6 APRIL 1872, Page 25

Another "literary curiosity" of a different kind is the Setting

Sun : a Poem in Seven Books. By James Hurnard (Kitto.)—Mr. Hurnard has thought it necessary to give the world a narrative of some passages in his life, and for some inscrutable reason has cut it up into indiffer- ently measured lengths which have the look of verses. He was born, he tells us, on the third of March, a distinction which he shares with Davenant, Waller, and Otway, and also, as he justly observes, with "thousands of blockheads." He is not very clear as to what he has done in the world except write verses, but soap-making, candle-making, and cobbling appear to be a few of the many accomplishments which he possesses. At sixty he is still a bachelor, and thinks it possible that if he had been married "he never would have written this long poem." In the third book, however, when ho has found that, in his own expressive language, he has

"broached at last the proper barrel, The tap runs freely and the draught is pleasant,"

and therefore too late to prevent the disaster of the "long poem," he actually does marry, and takes occasion to describe his courtship, his honeymoon, his house-keeping, and other kindred matters. This being done with, he gives his opinion about men and things in general, and especially about Colchester, its corporation, for which he has a consider- able contempt; and its town clerk, about whom he is almost libellous ; its Roman antiquities, for the neglect of which he very properly rebukes the town authorities. Colchester disposed of, he abuses soldiers, the Established Church, Gothic architecture—to which he prefers " our chaste and handsome Somerset House "—lawyers, giving a versified specimen of a will, and devoting several pages of invective to the man who made it, and finishes with a description of the general election of 1868, and with a modest appraisement of his own work, part of which we shall quote, preferring to let our author value himself :—

" A book which any man may sit and read In his arm-chair, and, when he lays it down, Rise up a cheerfuller and better man. I do not write a work of idle fiction, About imaginary knights and ladies, And strange events that never could have happened, Or dreamy legends of the Table Round,'

In slipshod verse, sung by the Laureate fiat;

I write of facts that everybody knows of,

And of myself, a man without a name— A man of truths more than a man of facts—

The inspiration of poetic instinct, And not the dull deductions of pure reason."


#### [Task directions]
Work out how many lines of the listing below include the string "gastric", and give that number alone.

#### [Records for this task]
###
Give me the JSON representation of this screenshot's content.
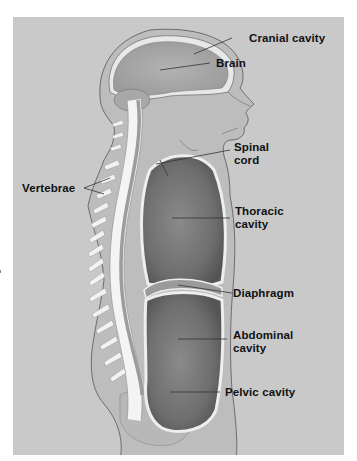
{
  "figure": {
    "background_color": "#c9c9c9",
    "labels": {
      "cranial_cavity": "Cranial cavity",
      "brain": "Brain",
      "spinal_cord_line1": "Spinal",
      "spinal_cord_line2": "cord",
      "vertebrae": "Vertebrae",
      "thoracic_line1": "Thoracic",
      "thoracic_line2": "cavity",
      "diaphragm": "Diaphragm",
      "abdominal_line1": "Abdominal",
      "abdominal_line2": "cavity",
      "pelvic_cavity": "Pelvic cavity"
    }
  }
}
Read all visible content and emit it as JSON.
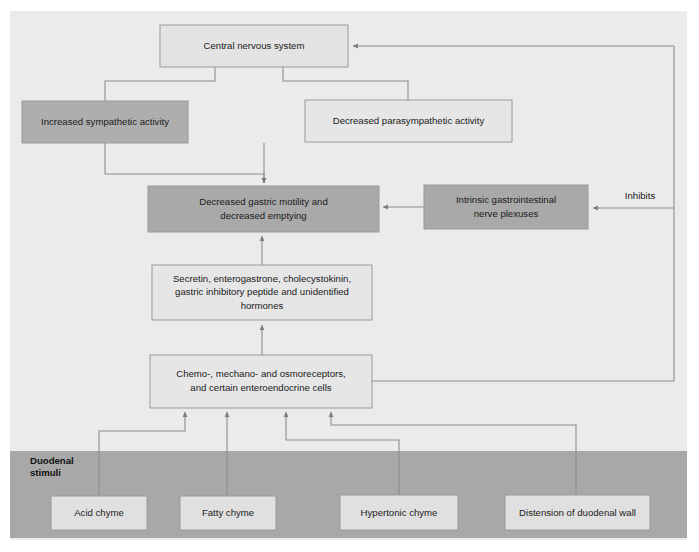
{
  "figure": {
    "panel": {
      "background_color": "#ebebeb",
      "band_color": "#a8a8a8",
      "shaded_node_color": "#a8a8a8",
      "light_node_color": "#e3e3e3",
      "border_color": "#9a9a9a",
      "connector_color": "#8d8d8d"
    },
    "band": {
      "label_line1": "Duodenal",
      "label_line2": "stimuli"
    },
    "nodes": [
      {
        "id": "cns",
        "lines": [
          "Central nervous system"
        ],
        "style": "light",
        "x": 160,
        "y": 25,
        "w": 188,
        "h": 42
      },
      {
        "id": "sympathetic",
        "lines": [
          "Increased sympathetic activity"
        ],
        "style": "shaded",
        "x": 22,
        "y": 101,
        "w": 166,
        "h": 42
      },
      {
        "id": "parasympathetic",
        "lines": [
          "Decreased parasympathetic activity"
        ],
        "style": "light",
        "x": 305,
        "y": 100,
        "w": 207,
        "h": 42
      },
      {
        "id": "gastric-motility",
        "lines": [
          "Decreased gastric motility and",
          "decreased emptying"
        ],
        "style": "shaded",
        "x": 148,
        "y": 186,
        "w": 231,
        "h": 46
      },
      {
        "id": "nerve-plexuses",
        "lines": [
          "Intrinsic gastrointestinal",
          "nerve plexuses"
        ],
        "style": "shaded",
        "x": 424,
        "y": 185,
        "w": 164,
        "h": 44
      },
      {
        "id": "hormones",
        "lines": [
          "Secretin, enterogastrone, cholecystokinin,",
          "gastric inhibitory peptide and unidentified",
          "hormones"
        ],
        "style": "light",
        "x": 152,
        "y": 265,
        "w": 220,
        "h": 55
      },
      {
        "id": "receptors",
        "lines": [
          "Chemo-, mechano- and osmoreceptors,",
          "and certain enteroendocrine cells"
        ],
        "style": "light",
        "x": 150,
        "y": 355,
        "w": 222,
        "h": 53
      },
      {
        "id": "acid-chyme",
        "lines": [
          "Acid chyme"
        ],
        "style": "light",
        "x": 51,
        "y": 496,
        "w": 96,
        "h": 34
      },
      {
        "id": "fatty-chyme",
        "lines": [
          "Fatty chyme"
        ],
        "style": "light",
        "x": 180,
        "y": 496,
        "w": 96,
        "h": 34
      },
      {
        "id": "hypertonic-chyme",
        "lines": [
          "Hypertonic chyme"
        ],
        "style": "light",
        "x": 340,
        "y": 495,
        "w": 118,
        "h": 35
      },
      {
        "id": "distension",
        "lines": [
          "Distension of duodenal wall"
        ],
        "style": "light",
        "x": 505,
        "y": 495,
        "w": 145,
        "h": 35
      }
    ],
    "edge_labels": [
      {
        "id": "inhibits",
        "text": "Inhibits",
        "x": 640,
        "y": 199
      }
    ]
  }
}
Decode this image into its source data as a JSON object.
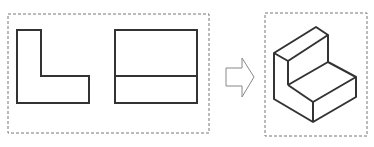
###
#### [Task output]
3